Narratives of children about their experiences with violence in everyday school life
(Auto)biographical research with children; Narratives; Violence; School routine; Conversations circles.
This dissertation brings research results conducted with 14 children from 8 to 11 years old, students from a public school in the city of Natal / RN who tell us about their experiences with violence in everyday school life in their narratives. From a theoretical point of view, the study is in the perspective of an (auto) biographical research with children, and it is based on the assumption of legitimacy of the child's word as subject of rights. As methodology of the research we used the conversation circles where children were asked to tell to a little Alien their daily lives at school. In their narratives spontaneously situations of violence experienced by them in school and beyond emerge. From the discussions prepared by Charlot (2002) we identified three types of violence in the children everyday school life: violence at school, including fights and aggresions among students within the school; violence against school, subdivided into internal violence as the acts of vandalism to property, mess and disorder perpetrated by children from school, and violence at an external area of the school, involving social problems of the neighborhood where the school is located, such as conflicts between rival gangs, drug trafficking, murders and constant firefights that somehow interfere in the daily school; and finally, school violence, practiced against children by the school, and that manifests itself in ways that are handled by an adult-perception of school, against their ways of being and seeing the world, which is considered by them to unjust acts against the impossibility of (re) acting for fear of punishment, but that kind of violence directs the way children perceive themselves and builds representations of themselves as students within the institution and as people in the social life. We conclude, therefore, that the children's narratives about school violence brings significant contributions to the research with children in search of guaranteeing their rights as citizens and a peace education.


EXERCISE: Without the images, print all the entries below exactly as given.

□ □ □ □ □ □ □

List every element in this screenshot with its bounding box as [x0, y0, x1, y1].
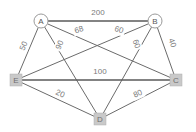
edge-weight-e-c: 100 [92, 67, 109, 77]
edge-weight-a-b: 200 [90, 8, 107, 18]
edge-weight-d-c: 80 [130, 87, 145, 101]
node-label-a: A [38, 17, 44, 26]
edge-weight-a-e: 50 [17, 38, 31, 53]
graph-diagram: ABCDE 2006890506060401002080 [0, 0, 196, 132]
node-d[interactable]: D [94, 113, 106, 125]
node-a[interactable]: A [34, 14, 48, 28]
edge-weight-text: 200 [91, 8, 105, 17]
edge-weight-a-d: 90 [53, 37, 67, 52]
edge-weight-b-e: 60 [112, 23, 127, 36]
edge-weight-b-d: 60 [129, 36, 143, 51]
node-b[interactable]: B [148, 14, 162, 28]
graph-svg: ABCDE 2006890506060401002080 [0, 0, 196, 132]
edge-weight-text: 100 [93, 67, 107, 76]
node-label-d: D [97, 115, 103, 124]
edge-a-d [45, 27, 97, 114]
edge-weight-e-d: 20 [52, 87, 67, 101]
node-c[interactable]: C [170, 74, 182, 86]
edge-a-c [47, 24, 170, 78]
edge-b-c [157, 28, 174, 75]
edge-weight-b-c: 40 [165, 36, 179, 51]
node-label-b: B [152, 17, 157, 26]
node-label-c: C [173, 76, 179, 85]
node-label-e: E [13, 76, 18, 85]
edge-weight-a-c: 68 [72, 23, 87, 36]
node-e[interactable]: E [10, 74, 22, 86]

□ □ □ □ □ □ □

FINISHED EXERCISE:
List every element in this screenshot with its bounding box as [x0, y0, x1, y1].
edge-weight-e-c: 100 [92, 67, 109, 77]
edge-weight-a-b: 200 [90, 8, 107, 18]
edge-weight-d-c: 80 [130, 87, 145, 101]
node-label-a: A [38, 17, 44, 26]
edge-weight-a-e: 50 [17, 38, 31, 53]
graph-diagram: ABCDE 2006890506060401002080 [0, 0, 196, 132]
node-d[interactable]: D [94, 113, 106, 125]
node-a[interactable]: A [34, 14, 48, 28]
edge-weight-text: 200 [91, 8, 105, 17]
edge-weight-a-d: 90 [53, 37, 67, 52]
edge-weight-b-e: 60 [112, 23, 127, 36]
edge-weight-b-d: 60 [129, 36, 143, 51]
node-b[interactable]: B [148, 14, 162, 28]
graph-svg: ABCDE 2006890506060401002080 [0, 0, 196, 132]
edge-weight-text: 100 [93, 67, 107, 76]
node-label-d: D [97, 115, 103, 124]
edge-a-d [45, 27, 97, 114]
edge-weight-e-d: 20 [52, 87, 67, 101]
node-c[interactable]: C [170, 74, 182, 86]
edge-a-c [47, 24, 170, 78]
edge-b-c [157, 28, 174, 75]
edge-weight-b-c: 40 [165, 36, 179, 51]
node-label-b: B [152, 17, 157, 26]
node-label-c: C [173, 76, 179, 85]
node-label-e: E [13, 76, 18, 85]
edge-weight-a-c: 68 [72, 23, 87, 36]
node-e[interactable]: E [10, 74, 22, 86]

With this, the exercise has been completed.